Information for Mentors

What is a mentor?

Mentors are essentially facilitators who allow their mentees to discover their own direction. Mentors offer ‘soft’ skills such as effective listening and questioning and have a genuine commitment to improving the quality of the mentee's thinking about the issues that are important to them. Using their own experience they may also offer guidance on a particular issue or the development of a skill.  

Who can be a mentor?

Any experienced member of staff can be a mentor, this does not mean you have to have seniority, just more experience than your mentee in a particular skill or area.  You should be happy to pass on your experiences and be interested in developing yourself and others. You don’t need to have a specific qualification or know a huge amount about the role of the mentee.

What are the benefits of being a mentor?

While the focus of the mentoring relationship is primarily on the development needs and opportunities of the mentee there are also benefits for the mentor including:

  • development of your own self-awareness,
  • getting to know up-and-coming talent,
  • learning gained from the mentees,
  • satisfaction of knowing that you can make a difference to someone else,
  • sharing contacts and increased networking opportunities,
  • increasing skills and reputation,
  • an opportunity to share experience and expertise,
  • enhancing your leadership skills.

What are the benefits for the mentee?

  • Being able to discuss and gain greater clarity about career and development issues.
  • Having an opportunity to reflect on their own progress and resolve their own problems.
  • Having practical advice and help on internal politics and understanding the structures.
  • Having an objective interested party outside your line to be a sounding board for ideas.
  • Having a role model.
  • The opportunity to be challenged constructively.
  • Providing encouragement to set more ambitious goals.

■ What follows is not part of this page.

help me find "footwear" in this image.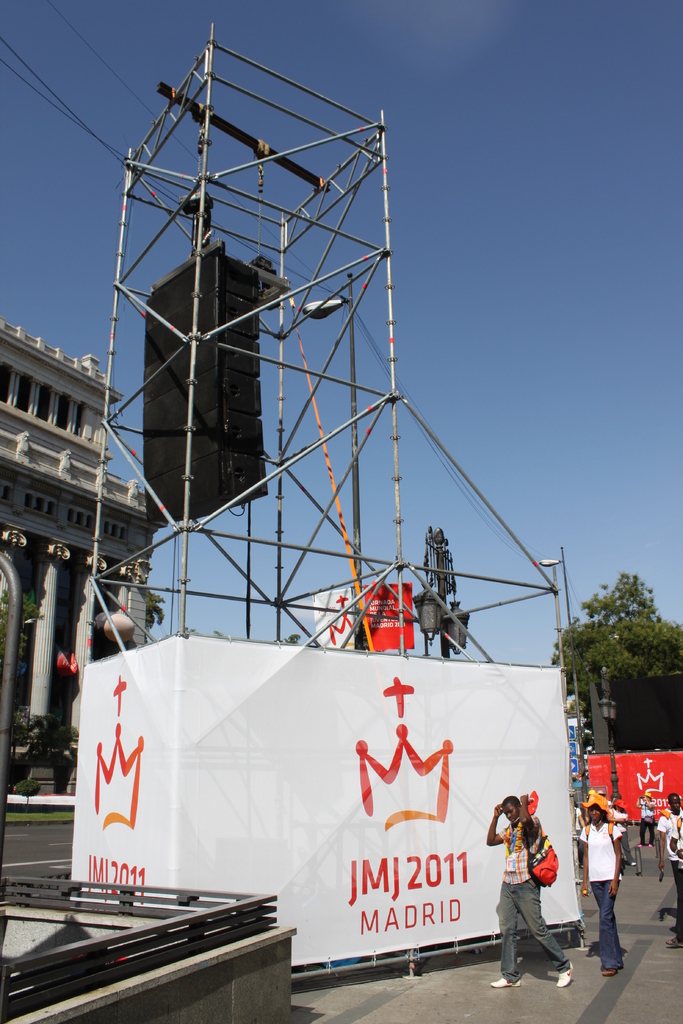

What should you expect to do as a mentor?

  • Invest your time to ensure that the relationships has a chance to build trust and therefore achieve a mutually beneficial outcome.
  • Challenge and support the mentee to think more deeply, address uncomfortable issues and set higher ambitions for themselves.
  • Listen and learn as success is more likely when the mentor places more emphasis on what they will learn than on their need to be useful to the mentee.
  • Be open and honest and put aside their own ego to share thoughts and feelings they might not expose to a wider audience.
  • Maintain confidentiality to enable the mentee to try out preliminary ideas and directions that he or she may want to explore before sharing in a wider venue.
  • Provide guidance and advice but only where it is truly needed and expands the mentee’s understanding so they can continue to make their own choices.

At the beginning of the relationship mentors should:

  • Agree personal ground rules e.g. be non-judgmental, be a role model.
  • Agree the scope of the relationship, what it is and what it is not e.g. It is positive but challenging, it is not providing magic answers.
  • Ensure everyone agrees to make the relevant time commitments.
  • Agree how you will manage exceptions e.g. Will the mentor and mentee have informal contact between meetings?
  • Agree the medium of interaction, be it face to face meetings or phone calls and scheduled at the first meeting which ideally should be face to face.
  • Decide upon mutually convenient locations for sessions, which should generally last for at least an hour.